BALTIMORE (WJZ) -- World on alert. Terrorists kill hostages in a hotel siege overseas, as the FBI monitors dozens of possible extremists here at home. Now, in this tense climate, the growing backlash against one Maryland community.

WJZ Investigator Mike Hellgren with the backlash against Muslims in this tense climate.

With the world on alert, authorities have urged us all to be vigilant, but some Muslims say a delicate line is being crossed and they face growing profiling and harassment.

With heightened fears of copycat terror attacks, federal authorities are monitoring dozens of people across the U.S. and have urged Americans to be a first line of defense.

"Good security, screening methods, vetting your people," said Kirk Dennis, ATF special agent.

We have seen people take action, including an off-duty Baltimore County officer shooting a man with a knife at D.C.'s Union Station and police taking passengers off a Spirit Airlines flight at BWI.

"We definitely need to be vigilant.

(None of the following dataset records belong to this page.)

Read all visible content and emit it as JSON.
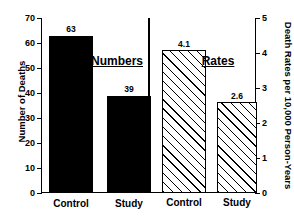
{
  "chart_data": {
    "type": "bar",
    "title": "",
    "panels": [
      {
        "name": "numbers-panel",
        "title": "Numbers",
        "axis": "left",
        "categories": [
          "Control",
          "Study"
        ],
        "values": [
          63,
          39
        ],
        "value_labels": [
          "63",
          "39"
        ],
        "style": "solid-black"
      },
      {
        "name": "rates-panel",
        "title": "Rates",
        "axis": "right",
        "categories": [
          "Control",
          "Study"
        ],
        "values": [
          4.1,
          2.6
        ],
        "value_labels": [
          "4.1",
          "2.6"
        ],
        "style": "diagonal-hatch"
      }
    ],
    "left_axis": {
      "label": "Number of Deaths",
      "ylim": [
        0,
        70
      ],
      "ticks": [
        0,
        10,
        20,
        30,
        40,
        50,
        60,
        70
      ],
      "ticklabels": [
        "0",
        "10",
        "20",
        "30",
        "40",
        "50",
        "60",
        "70"
      ]
    },
    "right_axis": {
      "label": "Death Rates per 10,000 Person-Years",
      "ylim": [
        0,
        5
      ],
      "ticks": [
        0,
        1,
        2,
        3,
        4,
        5
      ],
      "ticklabels": [
        "0",
        "1",
        "2",
        "3",
        "4",
        "5"
      ]
    },
    "xlabel": "",
    "grid": false,
    "legend": "none",
    "colors": {
      "bar_solid": "#000000",
      "bar_hatch_line": "#000000",
      "bar_hatch_fill": "#ffffff",
      "axis": "#000000",
      "background": "#ffffff"
    }
  }
}
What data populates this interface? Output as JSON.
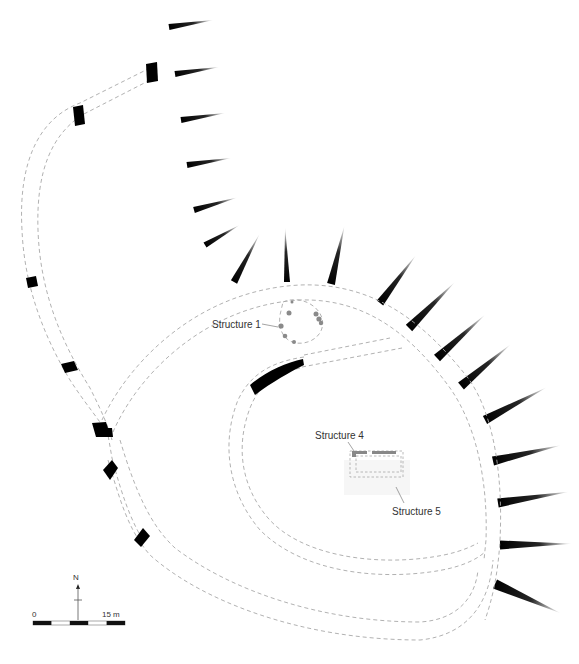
{
  "figure": {
    "type": "archaeological site plan",
    "background": "#ffffff"
  },
  "labels": {
    "structure1": "Structure 1",
    "structure4": "Structure 4",
    "structure5": "Structure 5"
  },
  "north_arrow": {
    "label": "N"
  },
  "scale_bar": {
    "start_label": "0",
    "end_label": "15 m",
    "segments": 5
  },
  "colors": {
    "wall_fill": "#000000",
    "trackway_dash": "#a8a8a8",
    "structure_fill": "#888888",
    "label_text": "#333333"
  }
}
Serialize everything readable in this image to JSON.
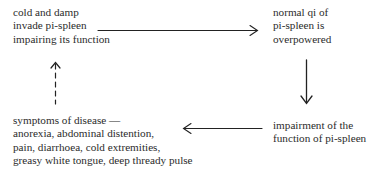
{
  "diagram": {
    "type": "cycle-flowchart",
    "nodes": [
      {
        "id": "n1",
        "lines": [
          "cold and damp",
          "invade pi-spleen",
          "impairing its function"
        ]
      },
      {
        "id": "n2",
        "lines": [
          "normal qi of",
          "pi-spleen is",
          "overpowered"
        ]
      },
      {
        "id": "n3",
        "lines": [
          "impairment of the",
          "function of pi-spleen"
        ]
      },
      {
        "id": "n4",
        "lines": [
          "symptoms of disease —",
          "anorexia, abdominal distention,",
          "pain, diarrhoea, cold extremities,",
          "greasy white tongue, deep thready pulse"
        ]
      }
    ],
    "edges": [
      {
        "from": "n1",
        "to": "n2",
        "direction": "right",
        "style": "solid"
      },
      {
        "from": "n2",
        "to": "n3",
        "direction": "down",
        "style": "solid"
      },
      {
        "from": "n3",
        "to": "n4",
        "direction": "left",
        "style": "solid"
      },
      {
        "from": "n4",
        "to": "n1",
        "direction": "up",
        "style": "dashed"
      }
    ],
    "colors": {
      "text": "#2b2b2b",
      "line": "#222222",
      "background": "#ffffff"
    }
  }
}
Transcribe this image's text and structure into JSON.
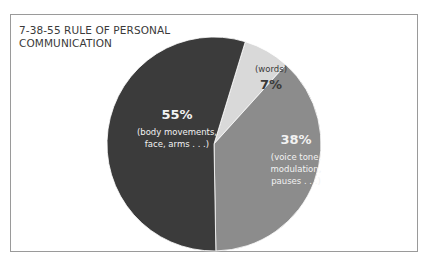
{
  "chart_data": {
    "type": "pie",
    "title": "7-38-55 RULE OF PERSONAL COMMUNICATION",
    "slices": [
      {
        "label": "(words)",
        "value": 7,
        "display": "7%",
        "color": "#d9d9d9"
      },
      {
        "label": "(voice tone, modulation, pauses . . .)",
        "value": 38,
        "display": "38%",
        "color": "#8c8c8c"
      },
      {
        "label": "(body movements, face, arms . . .)",
        "value": 55,
        "display": "55%",
        "color": "#3b3b3b"
      }
    ],
    "start_angle_deg": 17,
    "direction": "clockwise",
    "legend": "none"
  },
  "title_lines": [
    "7-38-55 RULE OF PERSONAL",
    "COMMUNICATION"
  ],
  "labels": {
    "words": {
      "pct": "7%",
      "desc": "(words)"
    },
    "voice": {
      "pct": "38%",
      "desc1": "(voice tone,",
      "desc2": "modulation,",
      "desc3": "pauses . . .)"
    },
    "body": {
      "pct": "55%",
      "desc1": "(body movements,",
      "desc2": "face, arms . . .)"
    }
  }
}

We just need to pick up these clues and report them to the proper authorities. I don't think we should be paranoid," said Vernon Herron, University of Maryland Center for Health and Homeland Security.

There is a delicate balance.

At BWI, no one was charged with any crime. Fellow passengers said those removed appeared "Middle Eastern."

In that incident, the suspicious activity was simply a passenger looking at a video on a phone.

"It seems to be another instance of flying while Muslim," said Ibrahim Hooper, spokesman, Council on American-Islamic Relations (CAIR).

A climate of caution, including several flights turned around this week and extra searches of luggage, has turned into a climate of hate for some--including shots being fired into the home of a Muslim family in Florida, a mosque shot up in Connecticut and a woman wearing a hijab beaten and called a terrorist in Toronto.

Here in Maryland...

"We've had cases where teachers have called children terrorists and who've told children they're responsible for 9/11," said Zainab Chaudry, Maryland outreach manager, CAIR.

That follows a pattern--an uptick in discrimination after other terror attacks, which Muslims condemn.

"There aren't words in the English vocabulary that can express the disgust and the horror that Muslims not only in the United States, but all across the world feel," said Chaudry.

And now, they feel targeted in a world on edge.